Because once the pirates shoot out the M-drive, the planet's gravity will not pull the incoming target vessel moving toward it ever inwards to eventually crash on the surface?
Why are pirates shooting at ships they can't recover in the first place? If they're going to shoot at anybody, you'd think they shoot at ships trying to LEAVE the system, so when they shot out their drives, the ships would simply coast in to deep space, where perhaps the pirates can actually take the time to hunt them down and recover them, rather than thrust headlong in to the teeth of the planetary defenses, or watch their plunder burn up in the atmosphere and/or lawn dart into deep ocean or some remote steppe.
How much Free Trader will survive uncontrolled re-entry anyway?
(What I am saying is all planetary approaches need to be indirect and orbital -- rather than surface -- approaches for safety; in case of drive failure, the need to escape pursuers [sandcasting in particular requires not decelerating when being pursued], or whatever. Otherwise a ship on a direct-to-surface course that does not decelerate enough for some reason will crater itself unwelcomely for all concerned.)
Most approaches are de facto tangential to the body, simply because they want to orbit the planet. You don't orbit the planet by flying headlong toward the center of the planet, perpendicular to the surface, then making a sudden "hard right" when you each orbital altitude. It's implicitly an oblique approach designed to enter your assigned altitude as you decelerate in to orbital speed. If your drive fails, then you skip off never to be seen again.
Since the ship can have any of several approaches when leaving jump, based on when they left jump in comparison to destination position, there's going to have to be some routine course correction. But drive failure can happen at any time, even with "bad vectors", even without piracy. And if a ship is on an unavoidable collision course with the planet, perhaps there's a mechanism to scuttle it and blow the thing up in to smithereenies after the crew escapes safely, so as to better ensure the ship burns up on entry. Seems like the polite thing to do.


### WHAT THE TASK ASKS
The lines from the start of the data through the line with "Image is 810x402 pixels." are to be returned verbatim; all later lines are to be omitted.

Element data from apps and pages:
════════
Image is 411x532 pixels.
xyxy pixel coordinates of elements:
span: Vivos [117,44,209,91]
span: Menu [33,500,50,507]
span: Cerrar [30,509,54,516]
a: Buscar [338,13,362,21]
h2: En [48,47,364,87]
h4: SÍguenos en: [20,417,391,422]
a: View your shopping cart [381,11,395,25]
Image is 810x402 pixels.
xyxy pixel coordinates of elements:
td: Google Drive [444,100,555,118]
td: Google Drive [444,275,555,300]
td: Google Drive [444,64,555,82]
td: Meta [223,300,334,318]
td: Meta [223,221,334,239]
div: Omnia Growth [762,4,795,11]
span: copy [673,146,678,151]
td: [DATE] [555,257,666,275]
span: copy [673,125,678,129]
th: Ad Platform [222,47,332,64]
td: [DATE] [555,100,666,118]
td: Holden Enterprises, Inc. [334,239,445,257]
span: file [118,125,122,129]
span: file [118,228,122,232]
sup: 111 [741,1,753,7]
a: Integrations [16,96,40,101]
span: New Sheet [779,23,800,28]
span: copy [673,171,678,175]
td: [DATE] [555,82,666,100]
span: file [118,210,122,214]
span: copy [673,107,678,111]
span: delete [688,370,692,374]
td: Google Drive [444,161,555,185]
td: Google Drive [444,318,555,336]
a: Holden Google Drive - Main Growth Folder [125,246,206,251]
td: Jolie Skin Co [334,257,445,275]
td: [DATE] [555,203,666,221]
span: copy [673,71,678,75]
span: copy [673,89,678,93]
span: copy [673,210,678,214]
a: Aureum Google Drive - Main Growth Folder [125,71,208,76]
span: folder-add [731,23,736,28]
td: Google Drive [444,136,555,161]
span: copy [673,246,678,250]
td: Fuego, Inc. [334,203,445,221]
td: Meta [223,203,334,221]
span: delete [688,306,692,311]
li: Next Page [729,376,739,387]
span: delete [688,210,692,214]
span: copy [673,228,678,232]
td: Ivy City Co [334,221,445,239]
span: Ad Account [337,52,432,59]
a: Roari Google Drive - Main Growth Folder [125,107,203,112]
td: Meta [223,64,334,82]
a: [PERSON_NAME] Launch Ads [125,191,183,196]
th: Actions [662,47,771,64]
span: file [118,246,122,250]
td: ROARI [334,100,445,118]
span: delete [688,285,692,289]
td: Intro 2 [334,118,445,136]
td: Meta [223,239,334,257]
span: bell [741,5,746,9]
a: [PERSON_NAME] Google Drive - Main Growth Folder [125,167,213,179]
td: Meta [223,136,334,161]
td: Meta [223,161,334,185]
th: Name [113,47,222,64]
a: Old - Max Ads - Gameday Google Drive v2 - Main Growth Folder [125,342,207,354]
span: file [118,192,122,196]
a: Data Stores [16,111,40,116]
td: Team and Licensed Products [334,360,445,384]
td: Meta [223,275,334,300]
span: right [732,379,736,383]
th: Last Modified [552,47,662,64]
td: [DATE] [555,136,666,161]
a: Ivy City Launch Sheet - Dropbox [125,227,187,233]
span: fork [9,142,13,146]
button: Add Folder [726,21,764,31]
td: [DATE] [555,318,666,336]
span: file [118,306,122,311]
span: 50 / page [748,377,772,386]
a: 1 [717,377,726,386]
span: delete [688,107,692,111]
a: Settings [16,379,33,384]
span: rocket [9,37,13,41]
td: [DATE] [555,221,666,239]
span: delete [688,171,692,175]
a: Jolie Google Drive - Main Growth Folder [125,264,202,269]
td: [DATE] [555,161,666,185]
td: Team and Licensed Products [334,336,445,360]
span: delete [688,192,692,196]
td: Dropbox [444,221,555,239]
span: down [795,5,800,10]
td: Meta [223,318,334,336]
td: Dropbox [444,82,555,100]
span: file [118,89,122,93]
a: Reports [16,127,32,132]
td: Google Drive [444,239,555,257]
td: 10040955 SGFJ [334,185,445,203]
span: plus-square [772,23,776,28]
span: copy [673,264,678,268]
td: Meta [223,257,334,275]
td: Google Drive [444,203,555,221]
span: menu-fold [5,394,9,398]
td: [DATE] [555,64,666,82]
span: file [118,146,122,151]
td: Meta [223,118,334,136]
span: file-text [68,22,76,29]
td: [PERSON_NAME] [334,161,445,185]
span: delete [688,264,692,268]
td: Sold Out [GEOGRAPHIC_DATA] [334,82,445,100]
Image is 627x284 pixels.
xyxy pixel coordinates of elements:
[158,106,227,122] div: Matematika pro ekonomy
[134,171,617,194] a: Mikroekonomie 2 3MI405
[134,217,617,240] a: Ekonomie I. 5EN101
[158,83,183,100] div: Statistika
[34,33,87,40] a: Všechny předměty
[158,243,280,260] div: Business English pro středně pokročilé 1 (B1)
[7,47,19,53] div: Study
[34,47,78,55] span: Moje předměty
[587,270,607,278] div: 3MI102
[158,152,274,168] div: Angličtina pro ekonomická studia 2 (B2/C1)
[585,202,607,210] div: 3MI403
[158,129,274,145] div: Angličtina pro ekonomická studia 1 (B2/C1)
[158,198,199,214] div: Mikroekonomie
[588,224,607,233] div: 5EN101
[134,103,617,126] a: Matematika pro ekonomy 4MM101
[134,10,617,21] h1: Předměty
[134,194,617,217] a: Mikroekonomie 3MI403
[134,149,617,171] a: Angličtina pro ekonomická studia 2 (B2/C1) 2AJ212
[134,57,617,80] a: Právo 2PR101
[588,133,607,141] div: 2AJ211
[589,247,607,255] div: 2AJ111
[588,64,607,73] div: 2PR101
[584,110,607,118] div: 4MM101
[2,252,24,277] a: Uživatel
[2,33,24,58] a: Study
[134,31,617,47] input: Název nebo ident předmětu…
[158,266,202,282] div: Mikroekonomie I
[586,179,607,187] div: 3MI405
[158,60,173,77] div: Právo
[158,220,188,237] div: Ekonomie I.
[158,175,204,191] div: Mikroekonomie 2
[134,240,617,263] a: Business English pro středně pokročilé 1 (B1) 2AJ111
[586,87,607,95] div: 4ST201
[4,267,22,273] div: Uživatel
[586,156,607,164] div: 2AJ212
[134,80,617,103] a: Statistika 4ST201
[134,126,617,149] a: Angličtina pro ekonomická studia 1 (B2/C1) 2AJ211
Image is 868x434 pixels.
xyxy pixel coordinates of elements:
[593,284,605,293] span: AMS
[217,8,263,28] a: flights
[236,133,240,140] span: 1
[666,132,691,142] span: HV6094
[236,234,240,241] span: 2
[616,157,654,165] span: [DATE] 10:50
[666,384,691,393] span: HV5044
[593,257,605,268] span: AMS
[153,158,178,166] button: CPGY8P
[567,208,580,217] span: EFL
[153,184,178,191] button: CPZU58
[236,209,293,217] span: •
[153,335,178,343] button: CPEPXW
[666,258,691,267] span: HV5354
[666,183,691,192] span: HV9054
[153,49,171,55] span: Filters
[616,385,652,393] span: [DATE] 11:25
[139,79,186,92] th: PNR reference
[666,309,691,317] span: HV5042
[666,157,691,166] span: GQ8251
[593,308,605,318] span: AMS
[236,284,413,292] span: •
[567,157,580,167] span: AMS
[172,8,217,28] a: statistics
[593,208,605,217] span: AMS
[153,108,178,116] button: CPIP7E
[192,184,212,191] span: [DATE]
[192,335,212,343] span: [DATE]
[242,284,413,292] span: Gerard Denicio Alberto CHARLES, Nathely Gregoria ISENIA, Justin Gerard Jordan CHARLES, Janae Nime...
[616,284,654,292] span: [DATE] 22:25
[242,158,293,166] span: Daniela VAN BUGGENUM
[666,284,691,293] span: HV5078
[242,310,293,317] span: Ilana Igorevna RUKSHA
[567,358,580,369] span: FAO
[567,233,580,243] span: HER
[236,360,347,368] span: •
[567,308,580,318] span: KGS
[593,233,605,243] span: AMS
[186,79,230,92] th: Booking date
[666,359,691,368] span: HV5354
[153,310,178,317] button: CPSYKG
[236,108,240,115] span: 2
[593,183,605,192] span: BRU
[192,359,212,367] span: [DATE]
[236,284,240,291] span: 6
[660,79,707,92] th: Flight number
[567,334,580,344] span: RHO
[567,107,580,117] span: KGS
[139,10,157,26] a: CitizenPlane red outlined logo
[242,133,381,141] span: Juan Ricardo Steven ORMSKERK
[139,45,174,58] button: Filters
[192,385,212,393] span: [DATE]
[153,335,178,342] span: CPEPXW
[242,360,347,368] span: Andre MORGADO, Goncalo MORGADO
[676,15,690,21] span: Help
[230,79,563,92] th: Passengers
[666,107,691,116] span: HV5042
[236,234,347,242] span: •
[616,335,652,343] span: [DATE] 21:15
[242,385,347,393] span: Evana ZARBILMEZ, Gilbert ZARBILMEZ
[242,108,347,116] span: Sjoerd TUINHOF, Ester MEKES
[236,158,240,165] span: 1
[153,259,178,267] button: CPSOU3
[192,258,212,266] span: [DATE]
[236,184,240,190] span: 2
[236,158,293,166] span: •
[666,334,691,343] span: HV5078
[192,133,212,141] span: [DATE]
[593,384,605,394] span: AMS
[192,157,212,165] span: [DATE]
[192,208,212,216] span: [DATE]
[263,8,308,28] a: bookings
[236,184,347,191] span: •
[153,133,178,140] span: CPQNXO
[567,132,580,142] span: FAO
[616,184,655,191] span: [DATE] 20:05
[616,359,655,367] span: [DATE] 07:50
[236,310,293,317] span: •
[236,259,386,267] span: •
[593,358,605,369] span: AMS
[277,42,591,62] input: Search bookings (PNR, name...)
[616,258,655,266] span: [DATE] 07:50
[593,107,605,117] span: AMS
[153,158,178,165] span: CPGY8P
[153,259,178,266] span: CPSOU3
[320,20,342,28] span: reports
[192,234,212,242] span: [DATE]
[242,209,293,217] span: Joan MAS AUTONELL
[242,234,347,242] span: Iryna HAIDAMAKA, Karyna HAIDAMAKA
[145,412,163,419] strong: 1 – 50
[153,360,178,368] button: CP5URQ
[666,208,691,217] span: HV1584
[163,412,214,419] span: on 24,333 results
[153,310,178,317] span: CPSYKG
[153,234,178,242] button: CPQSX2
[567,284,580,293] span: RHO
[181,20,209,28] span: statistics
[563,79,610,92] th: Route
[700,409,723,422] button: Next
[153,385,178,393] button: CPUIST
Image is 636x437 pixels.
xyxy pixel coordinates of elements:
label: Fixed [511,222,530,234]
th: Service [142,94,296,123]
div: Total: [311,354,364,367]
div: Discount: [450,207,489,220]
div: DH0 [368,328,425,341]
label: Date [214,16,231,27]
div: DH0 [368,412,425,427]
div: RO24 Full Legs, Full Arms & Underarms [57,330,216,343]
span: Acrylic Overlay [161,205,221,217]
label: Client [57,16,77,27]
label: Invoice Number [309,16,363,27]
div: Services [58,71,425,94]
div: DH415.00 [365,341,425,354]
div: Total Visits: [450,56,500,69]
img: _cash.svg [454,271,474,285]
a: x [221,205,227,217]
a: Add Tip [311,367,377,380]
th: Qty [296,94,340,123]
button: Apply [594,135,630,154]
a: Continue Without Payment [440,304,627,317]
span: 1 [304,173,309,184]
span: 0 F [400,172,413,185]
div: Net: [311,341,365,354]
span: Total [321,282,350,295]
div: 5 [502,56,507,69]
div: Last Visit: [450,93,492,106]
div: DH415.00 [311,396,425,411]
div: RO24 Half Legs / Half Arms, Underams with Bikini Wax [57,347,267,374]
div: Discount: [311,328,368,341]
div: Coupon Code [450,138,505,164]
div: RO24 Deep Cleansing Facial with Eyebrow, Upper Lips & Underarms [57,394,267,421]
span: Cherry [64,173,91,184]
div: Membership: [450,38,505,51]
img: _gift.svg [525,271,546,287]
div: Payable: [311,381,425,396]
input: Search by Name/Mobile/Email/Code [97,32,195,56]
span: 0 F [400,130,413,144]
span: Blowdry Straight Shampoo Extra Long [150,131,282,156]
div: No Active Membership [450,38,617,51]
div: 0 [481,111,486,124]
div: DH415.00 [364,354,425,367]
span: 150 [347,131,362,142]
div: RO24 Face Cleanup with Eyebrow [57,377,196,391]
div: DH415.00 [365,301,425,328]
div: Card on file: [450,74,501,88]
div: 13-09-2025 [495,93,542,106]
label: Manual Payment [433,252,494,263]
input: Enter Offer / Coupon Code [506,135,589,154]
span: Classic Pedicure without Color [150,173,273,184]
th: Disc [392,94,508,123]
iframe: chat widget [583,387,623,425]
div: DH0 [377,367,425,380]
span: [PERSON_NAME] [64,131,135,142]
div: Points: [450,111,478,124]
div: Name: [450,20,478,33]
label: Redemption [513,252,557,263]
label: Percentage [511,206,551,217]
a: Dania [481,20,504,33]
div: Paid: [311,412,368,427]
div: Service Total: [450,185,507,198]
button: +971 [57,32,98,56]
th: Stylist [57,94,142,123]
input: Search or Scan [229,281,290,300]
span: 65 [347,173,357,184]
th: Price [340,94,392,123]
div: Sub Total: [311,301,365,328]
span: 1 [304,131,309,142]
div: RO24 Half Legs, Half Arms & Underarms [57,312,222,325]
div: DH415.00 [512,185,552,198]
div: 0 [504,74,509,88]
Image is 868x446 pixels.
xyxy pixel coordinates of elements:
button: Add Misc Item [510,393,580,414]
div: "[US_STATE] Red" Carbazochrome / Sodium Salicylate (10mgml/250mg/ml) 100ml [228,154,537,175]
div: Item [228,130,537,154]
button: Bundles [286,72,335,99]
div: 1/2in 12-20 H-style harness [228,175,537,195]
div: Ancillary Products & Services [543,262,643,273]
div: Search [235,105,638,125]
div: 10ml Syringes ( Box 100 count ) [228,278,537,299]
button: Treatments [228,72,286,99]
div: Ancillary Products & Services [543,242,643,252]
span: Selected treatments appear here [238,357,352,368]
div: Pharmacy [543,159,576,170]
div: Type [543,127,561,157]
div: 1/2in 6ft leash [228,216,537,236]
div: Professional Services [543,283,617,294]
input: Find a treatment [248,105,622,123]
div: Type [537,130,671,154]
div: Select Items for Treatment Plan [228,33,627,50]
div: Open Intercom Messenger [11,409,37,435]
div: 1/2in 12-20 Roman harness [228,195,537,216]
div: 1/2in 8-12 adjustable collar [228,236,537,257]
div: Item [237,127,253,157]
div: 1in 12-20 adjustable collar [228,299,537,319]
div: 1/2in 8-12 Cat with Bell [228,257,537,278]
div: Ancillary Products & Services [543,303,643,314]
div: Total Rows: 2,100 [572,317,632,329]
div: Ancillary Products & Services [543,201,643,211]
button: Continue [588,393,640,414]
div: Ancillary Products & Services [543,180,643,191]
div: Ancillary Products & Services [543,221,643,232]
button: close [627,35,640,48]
════════
### COMPLETED EXERCISE
Image is 411x532 pixels.
xyxy pixel coordinates of elements:
span: Vivos [117,44,209,91]
span: Menu [33,500,50,507]
span: Cerrar [30,509,54,516]
a: Buscar [338,13,362,21]
h2: En [48,47,364,87]
h4: SÍguenos en: [20,417,391,422]
a: View your shopping cart [381,11,395,25]
Image is 810x402 pixels.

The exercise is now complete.